§ WHAT THE TASK ASKS
Once you have read the records below, print them again exactly as they stand.
### DATA FOR PROCESSING
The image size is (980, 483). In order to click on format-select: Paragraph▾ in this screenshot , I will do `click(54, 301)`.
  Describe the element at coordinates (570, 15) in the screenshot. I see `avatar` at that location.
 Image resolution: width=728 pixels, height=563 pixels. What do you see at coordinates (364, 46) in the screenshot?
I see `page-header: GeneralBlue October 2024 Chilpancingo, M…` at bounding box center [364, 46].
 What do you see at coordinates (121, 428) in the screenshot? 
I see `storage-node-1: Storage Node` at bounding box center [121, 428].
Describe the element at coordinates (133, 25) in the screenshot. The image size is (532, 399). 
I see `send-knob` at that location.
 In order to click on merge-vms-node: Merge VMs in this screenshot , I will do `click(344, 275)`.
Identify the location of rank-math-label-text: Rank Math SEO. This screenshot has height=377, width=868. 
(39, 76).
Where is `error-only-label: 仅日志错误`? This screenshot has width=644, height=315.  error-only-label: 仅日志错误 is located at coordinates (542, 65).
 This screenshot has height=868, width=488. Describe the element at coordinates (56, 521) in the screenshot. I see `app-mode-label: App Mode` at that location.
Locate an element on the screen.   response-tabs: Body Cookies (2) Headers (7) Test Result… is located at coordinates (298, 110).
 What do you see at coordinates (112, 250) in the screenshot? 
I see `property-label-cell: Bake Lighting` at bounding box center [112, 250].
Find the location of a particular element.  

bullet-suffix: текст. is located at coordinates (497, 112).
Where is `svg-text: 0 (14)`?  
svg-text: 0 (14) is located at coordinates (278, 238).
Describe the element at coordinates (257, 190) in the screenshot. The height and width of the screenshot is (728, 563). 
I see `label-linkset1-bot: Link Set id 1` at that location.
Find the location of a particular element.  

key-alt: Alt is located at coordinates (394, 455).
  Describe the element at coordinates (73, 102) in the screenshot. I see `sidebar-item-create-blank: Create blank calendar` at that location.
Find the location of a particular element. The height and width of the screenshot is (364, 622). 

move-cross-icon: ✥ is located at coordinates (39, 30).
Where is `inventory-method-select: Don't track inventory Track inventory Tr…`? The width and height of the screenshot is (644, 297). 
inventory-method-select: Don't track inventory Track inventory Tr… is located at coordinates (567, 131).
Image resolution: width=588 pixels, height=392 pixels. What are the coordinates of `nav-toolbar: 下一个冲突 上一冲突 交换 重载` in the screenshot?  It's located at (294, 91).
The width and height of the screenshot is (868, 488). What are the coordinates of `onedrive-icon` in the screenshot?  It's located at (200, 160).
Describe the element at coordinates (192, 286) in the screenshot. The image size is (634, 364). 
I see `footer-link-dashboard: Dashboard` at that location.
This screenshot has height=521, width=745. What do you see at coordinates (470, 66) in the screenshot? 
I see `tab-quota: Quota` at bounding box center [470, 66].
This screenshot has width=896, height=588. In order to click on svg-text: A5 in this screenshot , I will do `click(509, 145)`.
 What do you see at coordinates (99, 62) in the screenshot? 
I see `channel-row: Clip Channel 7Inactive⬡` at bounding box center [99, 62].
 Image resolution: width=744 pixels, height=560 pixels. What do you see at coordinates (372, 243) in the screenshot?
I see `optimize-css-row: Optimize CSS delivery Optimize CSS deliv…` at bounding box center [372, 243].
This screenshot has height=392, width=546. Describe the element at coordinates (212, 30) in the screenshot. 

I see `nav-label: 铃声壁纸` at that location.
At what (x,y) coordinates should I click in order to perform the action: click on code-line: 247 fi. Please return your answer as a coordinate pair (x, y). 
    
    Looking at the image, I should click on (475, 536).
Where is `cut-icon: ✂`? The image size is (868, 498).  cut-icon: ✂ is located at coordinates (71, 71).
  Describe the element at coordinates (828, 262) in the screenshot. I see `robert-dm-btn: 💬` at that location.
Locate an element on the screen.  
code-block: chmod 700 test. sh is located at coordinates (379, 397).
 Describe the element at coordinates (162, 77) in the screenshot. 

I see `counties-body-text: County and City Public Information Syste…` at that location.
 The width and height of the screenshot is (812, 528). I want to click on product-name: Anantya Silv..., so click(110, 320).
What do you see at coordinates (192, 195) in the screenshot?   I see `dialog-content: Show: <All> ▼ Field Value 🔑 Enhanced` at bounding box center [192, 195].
######
§ RESPONSE AREA
The image size is (980, 483). In order to click on format-select: Paragraph▾ in this screenshot , I will do `click(54, 301)`.
  Describe the element at coordinates (570, 15) in the screenshot. I see `avatar` at that location.
 Image resolution: width=728 pixels, height=563 pixels. What do you see at coordinates (364, 46) in the screenshot?
I see `page-header: GeneralBlue October 2024 Chilpancingo, M…` at bounding box center [364, 46].
 What do you see at coordinates (121, 428) in the screenshot? 
I see `storage-node-1: Storage Node` at bounding box center [121, 428].
Describe the element at coordinates (133, 25) in the screenshot. The image size is (532, 399). 
I see `send-knob` at that location.
 In order to click on merge-vms-node: Merge VMs in this screenshot , I will do `click(344, 275)`.
Identify the location of rank-math-label-text: Rank Math SEO. This screenshot has height=377, width=868. 
(39, 76).
Where is `error-only-label: 仅日志错误`? This screenshot has width=644, height=315.  error-only-label: 仅日志错误 is located at coordinates (542, 65).
 This screenshot has height=868, width=488. Describe the element at coordinates (56, 521) in the screenshot. I see `app-mode-label: App Mode` at that location.
Locate an element on the screen.   response-tabs: Body Cookies (2) Headers (7) Test Result… is located at coordinates (298, 110).
 What do you see at coordinates (112, 250) in the screenshot? 
I see `property-label-cell: Bake Lighting` at bounding box center [112, 250].
Find the location of a particular element.  

bullet-suffix: текст. is located at coordinates (497, 112).
Where is `svg-text: 0 (14)`?  
svg-text: 0 (14) is located at coordinates (278, 238).
Describe the element at coordinates (257, 190) in the screenshot. The height and width of the screenshot is (728, 563). 
I see `label-linkset1-bot: Link Set id 1` at that location.
Find the location of a particular element.  

key-alt: Alt is located at coordinates (394, 455).
  Describe the element at coordinates (73, 102) in the screenshot. I see `sidebar-item-create-blank: Create blank calendar` at that location.
Find the location of a particular element. The height and width of the screenshot is (364, 622). 

move-cross-icon: ✥ is located at coordinates (39, 30).
Where is `inventory-method-select: Don't track inventory Track inventory Tr…`? The width and height of the screenshot is (644, 297). 
inventory-method-select: Don't track inventory Track inventory Tr… is located at coordinates (567, 131).
Image resolution: width=588 pixels, height=392 pixels. What are the coordinates of `nav-toolbar: 下一个冲突 上一冲突 交换 重载` in the screenshot?  It's located at (294, 91).
The width and height of the screenshot is (868, 488). What are the coordinates of `onedrive-icon` in the screenshot?  It's located at (200, 160).
Describe the element at coordinates (192, 286) in the screenshot. The image size is (634, 364). 
I see `footer-link-dashboard: Dashboard` at that location.
This screenshot has height=521, width=745. What do you see at coordinates (470, 66) in the screenshot? 
I see `tab-quota: Quota` at bounding box center [470, 66].
This screenshot has width=896, height=588. In order to click on svg-text: A5 in this screenshot , I will do `click(509, 145)`.
 What do you see at coordinates (99, 62) in the screenshot? 
I see `channel-row: Clip Channel 7Inactive⬡` at bounding box center [99, 62].
 Image resolution: width=744 pixels, height=560 pixels. What do you see at coordinates (372, 243) in the screenshot?
I see `optimize-css-row: Optimize CSS delivery Optimize CSS deliv…` at bounding box center [372, 243].
This screenshot has height=392, width=546. Describe the element at coordinates (212, 30) in the screenshot. 

I see `nav-label: 铃声壁纸` at that location.
At what (x,y) coordinates should I click in order to perform the action: click on code-line: 247 fi. Please return your answer as a coordinate pair (x, y). 
    
    Looking at the image, I should click on (475, 536).
Where is `cut-icon: ✂`? The image size is (868, 498).  cut-icon: ✂ is located at coordinates (71, 71).
  Describe the element at coordinates (828, 262) in the screenshot. I see `robert-dm-btn: 💬` at that location.
Locate an element on the screen.  
code-block: chmod 700 test. sh is located at coordinates (379, 397).
 Describe the element at coordinates (162, 77) in the screenshot. 

I see `counties-body-text: County and City Public Information Syste…` at that location.
 The width and height of the screenshot is (812, 528). I want to click on product-name: Anantya Silv..., so click(110, 320).
What do you see at coordinates (192, 195) in the screenshot?   I see `dialog-content: Show: <All> ▼ Field Value 🔑 Enhanced` at bounding box center [192, 195].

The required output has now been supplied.